26 February 2024

ADHD has benefited human ancestors

Attention deficit disorder is considered an aberration in modern society, where it is often necessary to concentrate on a single task. The authors of a new study found that for our distant ancestors, who were gatherers for most of their history, ADHD, on the contrary, provided an advantage: while relatives used a familiar resource, people suffering from the disorder were more likely to search for a new one.

Finding and obtaining hard-to-find food are considered important factors in the evolution of intelligence. They are related to the decision whether to stick with a known but potentially depleting food source or to look for something better. Models of optimal food search, based on the marginal value theorem, help us understand which decision a human or animal will make: an area with depleting resources is abandoned when consumption rates fall below the average for the environment. Hundreds of species tested - from bees to birds, monkeys and humans - behave as predicted by such models.  

Attention Deficit Hyperactivity Disorder (ADHD) is a developmental disorder of the nervous system that affects 11 percent of children and 4.25 percent of adults and is mostly inherited. Its symptoms include distractibility as well as restlessness and excessive mobility. 

The neurological basis of this disorder involves increased production of the neurotransmitter norepinephrine and increased activity in the neural circuits of the brain's passive-mode network, which are important for concentration. These features affect food-seeking behavior, prompting you to abandon what you have in search of something new.

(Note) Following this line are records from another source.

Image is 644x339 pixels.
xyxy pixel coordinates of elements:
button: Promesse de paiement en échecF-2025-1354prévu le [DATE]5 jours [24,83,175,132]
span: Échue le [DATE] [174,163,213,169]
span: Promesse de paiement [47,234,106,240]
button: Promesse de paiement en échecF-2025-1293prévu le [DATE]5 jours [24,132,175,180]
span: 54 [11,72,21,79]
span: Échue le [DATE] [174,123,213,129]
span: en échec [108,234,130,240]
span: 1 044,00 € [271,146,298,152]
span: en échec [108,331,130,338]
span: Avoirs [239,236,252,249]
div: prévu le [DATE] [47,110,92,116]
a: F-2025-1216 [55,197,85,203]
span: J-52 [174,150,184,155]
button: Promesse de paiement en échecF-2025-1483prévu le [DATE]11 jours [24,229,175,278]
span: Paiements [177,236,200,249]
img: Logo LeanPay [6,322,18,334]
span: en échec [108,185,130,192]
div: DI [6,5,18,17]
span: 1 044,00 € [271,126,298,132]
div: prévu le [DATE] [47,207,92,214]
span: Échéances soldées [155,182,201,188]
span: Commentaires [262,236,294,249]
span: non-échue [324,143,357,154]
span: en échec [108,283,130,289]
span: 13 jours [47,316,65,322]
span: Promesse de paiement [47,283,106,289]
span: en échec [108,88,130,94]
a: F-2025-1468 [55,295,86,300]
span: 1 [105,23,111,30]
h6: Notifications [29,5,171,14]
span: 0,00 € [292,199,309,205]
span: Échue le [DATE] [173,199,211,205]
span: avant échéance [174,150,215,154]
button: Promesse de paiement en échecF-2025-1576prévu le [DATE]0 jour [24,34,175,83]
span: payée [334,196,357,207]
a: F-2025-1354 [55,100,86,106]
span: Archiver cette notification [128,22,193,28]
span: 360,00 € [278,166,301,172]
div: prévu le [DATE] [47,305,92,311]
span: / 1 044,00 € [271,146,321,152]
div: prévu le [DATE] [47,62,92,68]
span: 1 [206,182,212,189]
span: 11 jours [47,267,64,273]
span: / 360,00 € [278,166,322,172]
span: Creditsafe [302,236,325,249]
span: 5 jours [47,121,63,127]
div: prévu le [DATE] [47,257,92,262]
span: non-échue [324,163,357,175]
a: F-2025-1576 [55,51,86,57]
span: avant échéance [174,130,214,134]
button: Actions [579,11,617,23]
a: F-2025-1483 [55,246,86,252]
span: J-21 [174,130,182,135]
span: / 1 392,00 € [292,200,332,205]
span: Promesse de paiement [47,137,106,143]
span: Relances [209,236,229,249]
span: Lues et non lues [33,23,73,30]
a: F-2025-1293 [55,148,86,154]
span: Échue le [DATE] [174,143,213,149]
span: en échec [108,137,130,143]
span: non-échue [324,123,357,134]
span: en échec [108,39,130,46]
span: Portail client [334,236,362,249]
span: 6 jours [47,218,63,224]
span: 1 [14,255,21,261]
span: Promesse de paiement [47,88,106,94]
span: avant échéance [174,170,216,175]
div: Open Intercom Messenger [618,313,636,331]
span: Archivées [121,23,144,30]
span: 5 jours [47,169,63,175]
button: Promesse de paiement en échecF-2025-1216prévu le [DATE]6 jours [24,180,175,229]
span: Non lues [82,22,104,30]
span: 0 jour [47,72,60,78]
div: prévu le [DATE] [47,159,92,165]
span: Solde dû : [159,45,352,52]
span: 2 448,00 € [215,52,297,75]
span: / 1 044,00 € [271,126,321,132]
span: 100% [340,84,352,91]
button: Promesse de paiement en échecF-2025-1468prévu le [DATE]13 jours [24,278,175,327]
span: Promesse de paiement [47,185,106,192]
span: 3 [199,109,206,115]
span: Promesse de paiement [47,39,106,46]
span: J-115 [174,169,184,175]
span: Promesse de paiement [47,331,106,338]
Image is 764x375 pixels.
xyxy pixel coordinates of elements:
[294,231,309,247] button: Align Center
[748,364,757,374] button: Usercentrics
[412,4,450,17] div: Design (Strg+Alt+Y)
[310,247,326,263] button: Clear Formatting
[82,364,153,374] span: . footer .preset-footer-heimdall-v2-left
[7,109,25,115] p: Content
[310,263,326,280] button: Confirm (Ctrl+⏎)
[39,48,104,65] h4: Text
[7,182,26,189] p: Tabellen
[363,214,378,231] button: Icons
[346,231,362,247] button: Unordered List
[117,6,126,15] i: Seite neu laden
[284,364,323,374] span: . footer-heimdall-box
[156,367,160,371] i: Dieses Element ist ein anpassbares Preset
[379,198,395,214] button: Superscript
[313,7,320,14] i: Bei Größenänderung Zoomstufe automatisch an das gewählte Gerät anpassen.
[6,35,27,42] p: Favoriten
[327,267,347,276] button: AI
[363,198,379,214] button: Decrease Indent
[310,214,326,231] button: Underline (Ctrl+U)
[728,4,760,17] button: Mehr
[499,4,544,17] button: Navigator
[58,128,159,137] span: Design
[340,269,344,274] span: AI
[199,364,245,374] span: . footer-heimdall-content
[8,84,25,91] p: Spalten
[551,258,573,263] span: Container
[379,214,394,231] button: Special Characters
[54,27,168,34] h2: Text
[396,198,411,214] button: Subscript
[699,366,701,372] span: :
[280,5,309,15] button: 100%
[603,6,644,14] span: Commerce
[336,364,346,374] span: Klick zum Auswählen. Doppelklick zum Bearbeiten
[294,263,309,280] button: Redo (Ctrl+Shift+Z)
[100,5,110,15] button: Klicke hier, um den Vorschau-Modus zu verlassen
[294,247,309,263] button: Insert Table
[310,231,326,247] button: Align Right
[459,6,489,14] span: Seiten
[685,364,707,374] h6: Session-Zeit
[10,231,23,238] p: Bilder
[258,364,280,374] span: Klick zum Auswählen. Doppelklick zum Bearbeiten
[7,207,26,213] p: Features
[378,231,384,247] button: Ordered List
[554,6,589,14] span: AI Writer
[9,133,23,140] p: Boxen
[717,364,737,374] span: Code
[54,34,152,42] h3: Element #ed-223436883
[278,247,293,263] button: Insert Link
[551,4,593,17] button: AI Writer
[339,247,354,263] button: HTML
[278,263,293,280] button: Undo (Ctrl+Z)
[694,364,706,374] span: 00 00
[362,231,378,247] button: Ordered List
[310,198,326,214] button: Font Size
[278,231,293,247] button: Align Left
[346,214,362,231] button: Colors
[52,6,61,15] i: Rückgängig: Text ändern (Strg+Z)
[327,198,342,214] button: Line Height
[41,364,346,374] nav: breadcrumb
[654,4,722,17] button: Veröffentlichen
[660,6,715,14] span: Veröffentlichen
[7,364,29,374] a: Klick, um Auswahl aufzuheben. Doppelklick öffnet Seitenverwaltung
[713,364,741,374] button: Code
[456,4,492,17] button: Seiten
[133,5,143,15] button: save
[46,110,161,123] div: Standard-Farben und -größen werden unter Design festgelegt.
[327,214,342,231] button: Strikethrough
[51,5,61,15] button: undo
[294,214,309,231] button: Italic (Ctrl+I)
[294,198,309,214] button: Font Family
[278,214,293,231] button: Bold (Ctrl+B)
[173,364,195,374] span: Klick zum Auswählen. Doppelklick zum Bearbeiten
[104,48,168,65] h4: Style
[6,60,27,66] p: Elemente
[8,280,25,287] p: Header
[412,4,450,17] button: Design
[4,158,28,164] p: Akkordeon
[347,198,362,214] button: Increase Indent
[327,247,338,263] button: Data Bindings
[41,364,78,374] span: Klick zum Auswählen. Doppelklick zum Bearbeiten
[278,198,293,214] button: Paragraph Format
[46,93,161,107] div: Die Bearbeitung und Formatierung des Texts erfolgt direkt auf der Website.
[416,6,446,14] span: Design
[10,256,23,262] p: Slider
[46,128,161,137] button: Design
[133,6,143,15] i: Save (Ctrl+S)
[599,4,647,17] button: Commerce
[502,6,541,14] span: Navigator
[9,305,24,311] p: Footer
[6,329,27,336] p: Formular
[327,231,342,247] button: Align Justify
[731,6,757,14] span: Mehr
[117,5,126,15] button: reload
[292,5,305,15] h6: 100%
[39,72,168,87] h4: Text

The scientists decided to test whether people with ADHD traits would switch to searching earlier than those devoid of these phenotypic characteristics. To do this, the authors of the paper, published in the journal Proceedings of the Royal Society B, developed a virtual berry-picking game to assess the impact of ADHD symptoms on search behavior. 

Participants in the game had eight minutes to pick as many berries as possible by pointing the cursor at a bush. Each time they picked from the same bush, the berry harvest was reduced, but they received a time delay when they changed bushes. Researchers initially hypothesized that more severe ADHD symptoms would be associated with shorter time on the same bush, as well as less optimal behavior and lower rewards in play.

A total of 457 people participated in the study. Overall, all players stayed on plots longer than the model predicted, and those with higher scores on the ADHD self-report scale changed bushes more quickly than the others. However, to the scientists' surprise, these participants also achieved higher reward scores. Their decisions to leave the bush were more closely aligned with those predicted by the model, although they still stayed on the bush longer than predicted. 

Thus, in the implemented food search game, ADHD was associated with shorter dwell times and higher reward performance. These results echo previous field studies. For example, modern hunter-gatherers, such as the Aryaal tribe in northern Kenya, have genetic mutations associated with ADHD. All of this emphasizes that "everything in evolution is for a reason": ADHD did not emerge as a disorder, but rather as an advantage for that small percentage of its possessors in the population.